In The Odyssey, after years of war, Ulysses offers his enemies, the Trojans, a supposed gift of peace: a large wooden horse. This would become known as the Trojan horse, and it wasn’t a harmless gift. In reality, inside the horse were several soldiers who would attack Troy from within, which was the downfall of that city. Now we have that in the malware version, and it can steal your cryptocurrency as well.
Of course, as we’ve mentioned above, it can also steal crypto —and it has already done so. Let’s learn more about this.
How Trojans Fish for Coins
Trojans come in many designs and colors, but we can say that the crypto-focused ones have a few common tricks. One of them is
Another tactic targets
Fake wallets
In more advanced cases, trojans could also grant remote access, allowing attackers to watch screens, log keystrokes, and move funds by themselves. The system keeps running as usual, which makes the theft harder to notice.
Protective Measures Against Trojans
Staying safe doesn’t need advanced skills. A few steady habits can reduce exposure and limit damage if something bad slips through your first defenses.
- Download software (including crypto wallets and any other crypto-related apps) only from official websites or app store pages linked from them. Search ads and third-party download sites are common traps. GitHub pages are fine if they’re from the official team. The Obyte wallet, for instance, is available on its
official website and alsoon GitHub . - Once inside a reliable app store, check the release date, number of downloads, reviews, comments, or starsof that specific app. Release date and stars work on GitHub too. Malicious copies are often newly added, have far fewer downloads than the original, and the reviews may be bad or nonexistent.
- Keep seed phrases completely offline. Photos, notes apps, cloud backups, and screenshots turn private keys into easy targets. In Obyte, you can do this by creating a
simple textcoin and deleting it from History. Most of your funds should be offline like this.
- Pay attention to permissions. A wallet or utility that asks for access to photos, clipboard data, or full disk control deserves suspicion.
- Avoid random and/or unnecessary
browser extensions .Convenience is often the price of entry for malware. If you have to use wallet extensions, try not to leave a lot of funds there. - Always double-check every character in a wallet address before initiating a transaction. In Obyte, you can avoid complex addresses and instead use textcoins to
send via email , chat, or print. Uniqueshortcodes and usernames are also available. - Keep operating systems, browsers, and wallets updated so known security gaps stay closed. Use security software as well (antivirus, firewall, network monitoring, etc.)
Remember that crypto trojans succeed by blending into normal routines. Once those routines become more deliberate, the attack surface is much smaller. Awareness, patience, and security habits may not look exciting, yet they protect wallets better than any promise or pop-up ever could.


▶ [What you should do] Filter the listing below down to the lines containing the word "JSON".
== Information ==
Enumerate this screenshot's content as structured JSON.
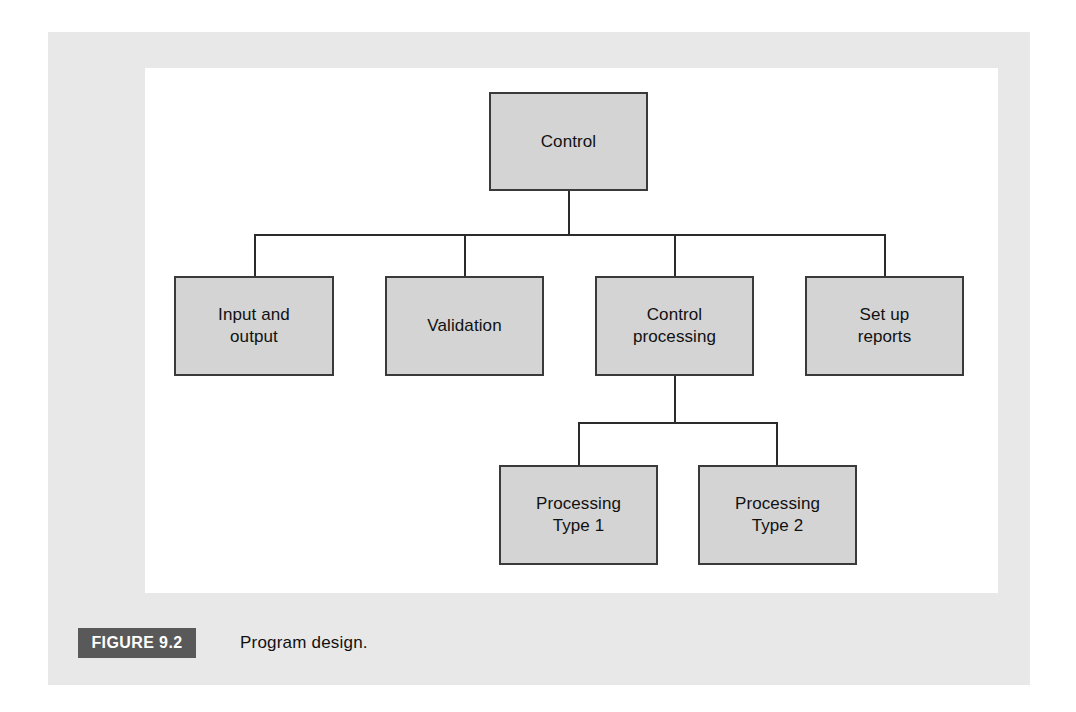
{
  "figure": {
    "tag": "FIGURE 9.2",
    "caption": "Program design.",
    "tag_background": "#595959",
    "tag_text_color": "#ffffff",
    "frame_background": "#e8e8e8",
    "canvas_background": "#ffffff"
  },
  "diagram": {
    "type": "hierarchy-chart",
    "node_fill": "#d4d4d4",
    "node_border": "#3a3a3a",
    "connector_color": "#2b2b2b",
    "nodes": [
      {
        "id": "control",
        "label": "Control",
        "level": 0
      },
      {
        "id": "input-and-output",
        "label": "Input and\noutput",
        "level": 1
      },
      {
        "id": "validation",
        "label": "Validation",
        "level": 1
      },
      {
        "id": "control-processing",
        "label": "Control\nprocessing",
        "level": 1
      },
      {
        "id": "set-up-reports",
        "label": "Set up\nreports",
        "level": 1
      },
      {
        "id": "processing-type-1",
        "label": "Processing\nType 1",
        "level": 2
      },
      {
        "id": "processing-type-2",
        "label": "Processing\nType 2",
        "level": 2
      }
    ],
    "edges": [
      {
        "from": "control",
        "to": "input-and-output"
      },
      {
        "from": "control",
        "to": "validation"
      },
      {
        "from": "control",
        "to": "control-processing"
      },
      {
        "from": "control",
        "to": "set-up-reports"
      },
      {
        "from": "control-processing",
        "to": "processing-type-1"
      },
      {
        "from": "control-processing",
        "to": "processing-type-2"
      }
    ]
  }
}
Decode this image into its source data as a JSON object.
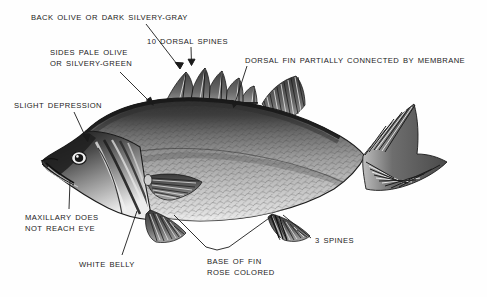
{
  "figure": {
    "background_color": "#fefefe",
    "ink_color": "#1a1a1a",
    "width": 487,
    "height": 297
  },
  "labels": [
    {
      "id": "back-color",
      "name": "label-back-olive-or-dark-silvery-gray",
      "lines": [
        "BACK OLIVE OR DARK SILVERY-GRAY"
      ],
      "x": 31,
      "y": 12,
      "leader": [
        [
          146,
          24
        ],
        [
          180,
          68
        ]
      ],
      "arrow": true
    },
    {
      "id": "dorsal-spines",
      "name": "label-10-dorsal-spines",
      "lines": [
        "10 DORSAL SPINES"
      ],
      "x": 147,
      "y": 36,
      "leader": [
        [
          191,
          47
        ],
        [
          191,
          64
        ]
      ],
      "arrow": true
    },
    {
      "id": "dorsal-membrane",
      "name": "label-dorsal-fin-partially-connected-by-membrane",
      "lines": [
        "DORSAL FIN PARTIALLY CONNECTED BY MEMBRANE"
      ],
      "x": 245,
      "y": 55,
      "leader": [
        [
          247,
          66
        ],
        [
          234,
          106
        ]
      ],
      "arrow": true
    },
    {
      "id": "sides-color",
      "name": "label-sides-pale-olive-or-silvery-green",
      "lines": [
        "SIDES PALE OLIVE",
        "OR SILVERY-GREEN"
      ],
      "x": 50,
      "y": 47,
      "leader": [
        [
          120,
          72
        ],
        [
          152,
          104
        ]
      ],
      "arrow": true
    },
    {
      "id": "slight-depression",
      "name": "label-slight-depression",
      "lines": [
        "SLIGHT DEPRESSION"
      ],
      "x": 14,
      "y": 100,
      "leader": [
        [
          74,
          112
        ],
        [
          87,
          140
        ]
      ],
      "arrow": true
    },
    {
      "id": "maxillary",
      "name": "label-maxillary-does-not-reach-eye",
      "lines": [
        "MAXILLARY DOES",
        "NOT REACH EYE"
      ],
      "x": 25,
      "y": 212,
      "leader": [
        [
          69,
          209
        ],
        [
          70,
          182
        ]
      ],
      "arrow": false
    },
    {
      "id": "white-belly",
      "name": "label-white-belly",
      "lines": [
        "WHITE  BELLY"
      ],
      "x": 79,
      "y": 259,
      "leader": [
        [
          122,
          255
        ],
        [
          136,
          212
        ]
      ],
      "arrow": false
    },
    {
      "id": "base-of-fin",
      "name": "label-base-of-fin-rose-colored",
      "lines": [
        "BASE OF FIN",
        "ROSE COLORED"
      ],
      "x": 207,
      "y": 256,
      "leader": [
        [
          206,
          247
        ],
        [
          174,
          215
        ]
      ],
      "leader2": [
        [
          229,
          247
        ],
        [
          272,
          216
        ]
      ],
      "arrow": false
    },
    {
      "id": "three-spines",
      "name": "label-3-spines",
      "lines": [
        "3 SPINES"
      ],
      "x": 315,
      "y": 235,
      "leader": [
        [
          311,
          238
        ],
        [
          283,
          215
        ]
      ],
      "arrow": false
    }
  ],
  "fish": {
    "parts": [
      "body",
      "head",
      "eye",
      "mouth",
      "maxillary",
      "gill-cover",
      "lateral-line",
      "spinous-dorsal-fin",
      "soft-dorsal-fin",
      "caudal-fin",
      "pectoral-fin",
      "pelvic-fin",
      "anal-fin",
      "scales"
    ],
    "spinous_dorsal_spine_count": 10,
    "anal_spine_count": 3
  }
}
===
== Information ==
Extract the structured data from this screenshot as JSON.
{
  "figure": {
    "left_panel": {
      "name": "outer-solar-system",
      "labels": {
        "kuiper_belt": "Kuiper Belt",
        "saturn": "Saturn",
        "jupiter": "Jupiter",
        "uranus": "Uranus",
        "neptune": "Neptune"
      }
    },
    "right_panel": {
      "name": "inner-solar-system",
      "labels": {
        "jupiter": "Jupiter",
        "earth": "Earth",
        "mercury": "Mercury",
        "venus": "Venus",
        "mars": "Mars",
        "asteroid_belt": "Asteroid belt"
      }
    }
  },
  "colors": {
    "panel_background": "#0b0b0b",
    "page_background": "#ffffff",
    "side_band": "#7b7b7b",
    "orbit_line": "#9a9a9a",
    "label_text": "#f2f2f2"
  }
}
===
▶ [Output]
Enumerate this screenshot's content as structured JSON.
Decode this image into its source data as a JSON object.
Extract the structured data from this screenshot as JSON.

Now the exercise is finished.